SK: I would say we tried to be as loyal to the books as possible.
30 NINJAS: Which means what?
SK: Which means we tried to allude to that in the movie. But I wouldn’t say that it’s a critical part of the movie.
30 NINJAS: Were there discussions about whether to hit that note a little harder?
SK: Yeah, there were discussions about it.
30 NINJAS: And then, of course, Robert Downey Jr. has had his own well-documented struggles with drug addiction in the past, and he could presumably bring a hell of a lot of power to a performance about that. But Downey told MTV that he personally asked that Holmes’s addiction only be alluded to.
SK: That’s right, it’s only alluded to.
30 NINJAS: How did that affect the way you wrote the characters?
SK: It wasn’t a huge part of the character for me. The struggle between control and losing control was a big part of his character, but it manifests in so many different ways. It manifests in his relationships with people, so it’s about losing control emotionally. It manifests in the physical action, so it’s about literally losing control, or somebody else having physical control over you. It manifests in so many different ways that it felt like [the cocaine addiction] was just another symptom of something much bigger — it wasn’t the thing.

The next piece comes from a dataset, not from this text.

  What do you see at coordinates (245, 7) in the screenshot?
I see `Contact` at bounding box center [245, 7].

In Part 1 of Our Exclusive Interview, Simon Kinberg Talks About X-Men Fundamentalism and Leaks Details About His Favorite New Sherlock Scene, the Superpowers of Sherlock Holmes, and Director Guy Ritchie’s Vision for the Film’s Action: Read it Now!

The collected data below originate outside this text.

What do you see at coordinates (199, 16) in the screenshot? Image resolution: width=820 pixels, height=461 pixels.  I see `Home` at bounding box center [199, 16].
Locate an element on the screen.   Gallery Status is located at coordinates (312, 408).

In Part 2, Kinberg Reveals Why He Personally Murdered Cyclops in Cold Blood, As Well as More on Robert Downey Jr. and Jude Law, an Over-the-Top Sherlock Action Sequence That Was Never Shot, and the Surprising Advice Legendary Action Director John Woo Gave Kinberg About Pacing an Action Film! Read it Now!
Related posts on 30ninjas.com:
- Exclusive Interview: Sherlock Holmes and X-Men
Writer Simon Kinberg (Part 2) - Exclusive Interview: Sherlock Holmes and X-Men
Writer Simon Kinberg (Part 1) - Doug Liman Blog: Sherlock Holmes Premiere — Getting My Dose of Schmoozing, Meeting Robert Downey, and a Fun Movie All in One Night
- Sherlock Holmes Review: Bare-Chested Robert Downey Brawls, Explosions and, Oh Yeah, a Mystery Too
- Robert Downey Jr., No!
- Robert Downey Jr. Rewrote Iron Man 2?